As the early years sector sees a continued shift towards larger nursery groups, Sharon Nash explores what this means for children’s development, arguing that critical thinking must remain central in an increaslying business led landscape.
A recent report by Nursery World, Nursery-groups-report-2026, states that Kids Planet, fuelled by rapid acquisitions and growth, now has the second largest number of early years education settings. The report confirms an ongoing shift from many small independent settings to fewer, larger operators, with the top three organisations providing almost 80,000 of the UK’s nursery places.
Business led models are reshaping early years education, with a thrust for scale and financial viability. In the business sense of value for money, standardisation often becomes the default with accompanying accountability frameworks that drive practice. Tensions between quality and cost can result in a compliance which satisfies inspection frameworks and investor interests but constrains practitioner autonomy and child-centred priorities. It is the ‘Macdonaldisation’ of education!
Because some learning is difficult to measure, the emphasis on standardised and measurable outcomes risks the simplification of knowledge, and a robbing of meaning from individual histories. For example, a standardised activity, “All about me”, designed to assess language and communication skills, assesses response using a checklist aligned to measurable outcomes. Because the assessment values consistency and measurability, the educator steers the child who lives between two homes towards simple, expected answers that fit the scoring sheet: “Pick just one”. In this way, lived realities and individual histories are flattened to standardised responses, so children learn that what makes their family or experiences unique doesn’t count. What cannot be easily measured is quietly ignored and it could be argued that this model, prioritising measurable outcomes over meaningful practice, results in education becoming another tick‑box.
But who is able to challenge this? This marketisation of the sector provides a backdrop to my research into the mentoring of apprentices and subsequent decisions to stay or leave a profession where retention is an ongoing concern. Apprenticeships can be seen as a solution to recruitment, and larger organisations run their own dedicated in-house apprenticeship programmes. However, uniform processes and compliance-led learning environments do not always leave room for individuals to think deeply about their work or question what is going on around them. At the heart of this issue is the need for apprentices and practitioners to develop strong critical-thinking skills in order to make sense of practice and develop as professionals.
So how can this critical reflection and questioning be encouraged? Can the mentoring relationship support this? Early years practitioners need safe spaces where they can talk openly, admit uncertainty, question standard practices, and challenge ideas that don’t always make sense in real settings. When practitioners are able to do this, they can push back against pressures from policy, managerial targets, and accountability to resist narrow, simplified ideas about the real meaning of their role. This gives them the chance to shape their own understanding of professionalism, regain a sense of autonomy, and even drive positive change in their workplace. Ultimately, when practitioners feel empowered rather than constrained, they are far more likely to stay in the profession and continue contributing their expertise to the sector.
Sharon Nash, is a University Instructor in Business and Academic Sessionals, School of Business, Law, and Policing.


Work order ::
Exact wording is required: give all the records again, minus the pictures.

Source records ::
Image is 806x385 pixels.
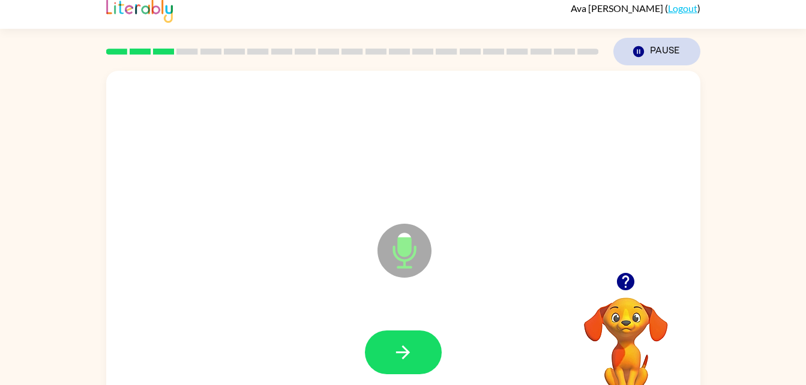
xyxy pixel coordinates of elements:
[571,2,665,14] span: Ava [PERSON_NAME]
[613,38,700,65] button: Pause
[571,2,700,14] div: ( )
[668,2,697,14] a: Logout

Reply ::
Image is 806x385 pixels.
xyxy pixel coordinates of elements:
[571,2,665,14] span: Ava [PERSON_NAME]
[613,38,700,65] button: Pause
[571,2,700,14] div: ( )
[668,2,697,14] a: Logout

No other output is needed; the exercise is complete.